The remaining men, who are held on Manus for more than four years, insist they should be resettled in third countries and not simply transferred to another detention camp in PNG.
The remaining men, who are held on Manus for more than four years, insist they should be resettled in third countries and not simply transferred to another detention camp in PNG.

Papua New Guinea officials deployed police vehicles and buses around a shuttered Australian refugee camp Monday as a deadline passed for some 400 detainees to move from the controversial centre.

Hundreds of men have refused to leave the Manus Island camp in an increasingly tense stand-off with authorities since Australia declared the facility closed on October 31 and shut off electricity and water, AFP reported.

Refugees said police filled in wells and drilled holes in storage tanks that they had been using to hold drinking water, as part of the effort to force them out on Monday.

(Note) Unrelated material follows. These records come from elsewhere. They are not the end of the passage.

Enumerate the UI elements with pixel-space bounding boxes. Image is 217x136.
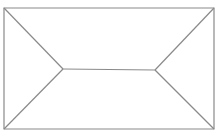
hip-top-left-line — [4, 8, 63, 69]
hip-top-right-line — [155, 8, 214, 70]
hip-bottom-right-line — [155, 70, 214, 129]
roof-outline — [4, 8, 214, 129]
hip-roof-diagram — [0, 0, 217, 136]
ridge-line — [63, 69, 155, 70]
hip-bottom-left-line — [4, 69, 63, 129]
hip-lines — [4, 8, 214, 129]
diagram-canvas — [0, 0, 217, 136]
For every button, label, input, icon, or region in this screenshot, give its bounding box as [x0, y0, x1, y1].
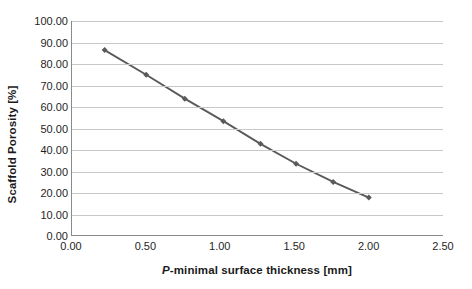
x-axis-tick-labels: 0.000.501.001.502.002.50 [0, 240, 472, 256]
x-tick-label: 0.50 [115, 240, 175, 252]
gridline [72, 64, 443, 65]
gridline [72, 107, 443, 108]
y-tick-label: 50.00 [22, 123, 68, 135]
gridline [72, 215, 443, 216]
scaffold-porosity-chart: Scaffold Porosity [%] 0.0010.0020.0030.0… [0, 0, 472, 289]
x-axis-title: P-minimal surface thickness [mm] [71, 264, 443, 276]
x-tick-label: 0.00 [41, 240, 101, 252]
x-tick-label: 1.50 [264, 240, 324, 252]
y-tick-label: 30.00 [22, 166, 68, 178]
gridline [72, 150, 443, 151]
x-tick-label: 1.00 [190, 240, 250, 252]
x-axis-title-rest: -minimal surface thickness [mm] [170, 264, 352, 276]
y-tick-label: 100.00 [22, 15, 68, 27]
gridline [72, 172, 443, 173]
y-tick-label: 60.00 [22, 101, 68, 113]
gridline [72, 43, 443, 44]
data-point-marker [330, 179, 336, 185]
y-tick-label: 90.00 [22, 37, 68, 49]
gridline [72, 129, 443, 130]
y-tick-label: 40.00 [22, 144, 68, 156]
y-tick-label: 20.00 [22, 187, 68, 199]
plot-area [71, 21, 443, 236]
gridline [72, 193, 443, 194]
x-tick-label: 2.00 [339, 240, 399, 252]
y-tick-label: 70.00 [22, 80, 68, 92]
x-axis-title-italic-p: P [162, 264, 170, 276]
gridline [72, 86, 443, 87]
data-point-marker [366, 195, 372, 201]
gridline [72, 21, 443, 22]
series-line [105, 50, 369, 197]
y-tick-label: 10.00 [22, 209, 68, 221]
x-tick-label: 2.50 [413, 240, 472, 252]
y-tick-label: 80.00 [22, 58, 68, 70]
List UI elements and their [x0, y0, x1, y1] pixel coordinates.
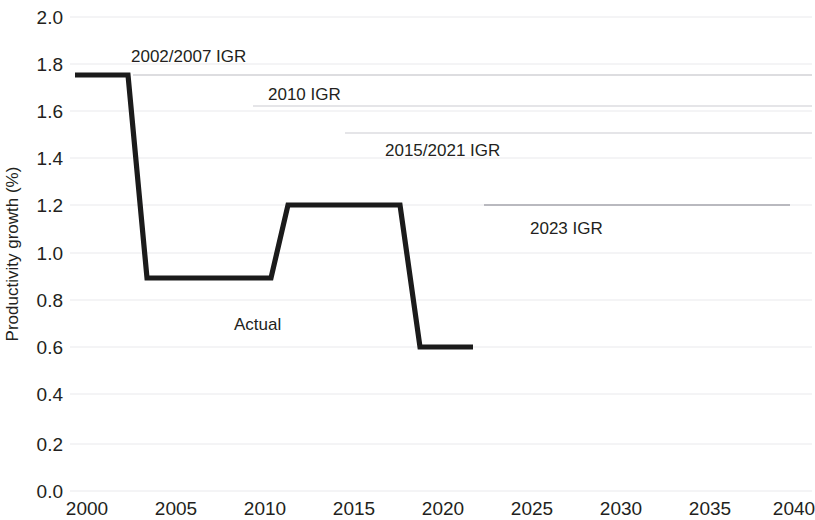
- chart-canvas: 2002/2007 IGR 2010 IGR 2015/2021 IGR 202…: [0, 0, 815, 520]
- y-axis-title: Productivity growth (%): [3, 167, 22, 342]
- x-tick-2010: 2010: [244, 498, 286, 519]
- annotation-igr-2023: 2023 IGR: [530, 219, 603, 238]
- annotation-igr-2002-2007: 2002/2007 IGR: [131, 47, 246, 66]
- y-tick-0-8: 0.8: [37, 290, 63, 311]
- productivity-growth-chart: 2002/2007 IGR 2010 IGR 2015/2021 IGR 202…: [0, 0, 815, 520]
- x-tick-2030: 2030: [600, 498, 642, 519]
- y-tick-2-0: 2.0: [37, 7, 63, 28]
- y-tick-0-2: 0.2: [37, 434, 63, 455]
- x-tick-2020: 2020: [422, 498, 464, 519]
- y-tick-0-4: 0.4: [37, 384, 64, 405]
- x-tick-2000: 2000: [66, 498, 108, 519]
- y-tick-1-8: 1.8: [37, 54, 63, 75]
- x-tick-2025: 2025: [511, 498, 553, 519]
- x-tick-2015: 2015: [333, 498, 375, 519]
- annotation-igr-2010: 2010 IGR: [268, 85, 341, 104]
- x-axis-tick-labels: 2000 2005 2010 2015 2020 2025 2030 2035 …: [66, 498, 815, 519]
- annotation-igr-2015-2021: 2015/2021 IGR: [385, 141, 500, 160]
- y-tick-1-6: 1.6: [37, 101, 63, 122]
- x-tick-2035: 2035: [689, 498, 731, 519]
- annotation-actual: Actual: [234, 315, 281, 334]
- y-tick-0-6: 0.6: [37, 337, 63, 358]
- y-tick-1-0: 1.0: [37, 243, 63, 264]
- x-tick-2005: 2005: [155, 498, 197, 519]
- y-tick-1-4: 1.4: [37, 148, 64, 169]
- y-tick-0-0: 0.0: [37, 481, 63, 502]
- x-tick-2040: 2040: [773, 498, 815, 519]
- y-tick-1-2: 1.2: [37, 195, 63, 216]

Inmates sent out photos showing a line of buses and police vehicles outside the camp, built on a former PNG naval base, a day after Immigration Minister Petrus Thomas gave them 24 hours to get out.

More than 100 of the refugees have left for three “transition” centers on Manus since it was officially closed.

The remaining men, who have been held on Manus for more than four years, insist they should be resettled in third countries and not simply transferred to another detention camp in PNG.

Thomas told the detainees in a statement Sunday that they needed to leave by Monday, but he stopped short of saying they would be moved forcibly.

Under its harsh immigration policy, Australia has been sending asylum-seekers who try to reach the country by boat to Manus or a second camp for families on the Pacific island of Nauru.

The PNG Supreme Court recently declared the Manus camp unconstitutional, forcing Australia to close the site.

Australian and PNG authorities insist the three transition centers built to house the refugees provide basic services including food and water.

But refuges told AFP on Sunday that men who had moved to the centers had complained of harsh conditions.

Meanwhile New Zealand’s new prime minister, Jacinda Ardern, was hoping to convince her Australian counterpart, Malcolm Turnbull, to accept her offer to take 150 refugees from Manus and Nauru.

The Office of the UN High Commissioner for Refugees (UNHCR) last week urged Australia to “stop a humanitarian emergency unfolding” at the controversial offshore detention center, DW reported.

“Despite the cutting of water and electricity on 31 October, most have told UNHCR of their intention to remain due to fears for their security if they are forced to move outside,” UNHCR said.

“Refugees and asylum seekers have resorted to storing water in garbage bins and building makeshift rain catchment systems. The last food ration was delivered on 29 October and was only sufficient for less than two days.”

Australian actor Russell Crowe on Wednesday called the situation “disgraceful,” saying it represented a “nation’s shame.”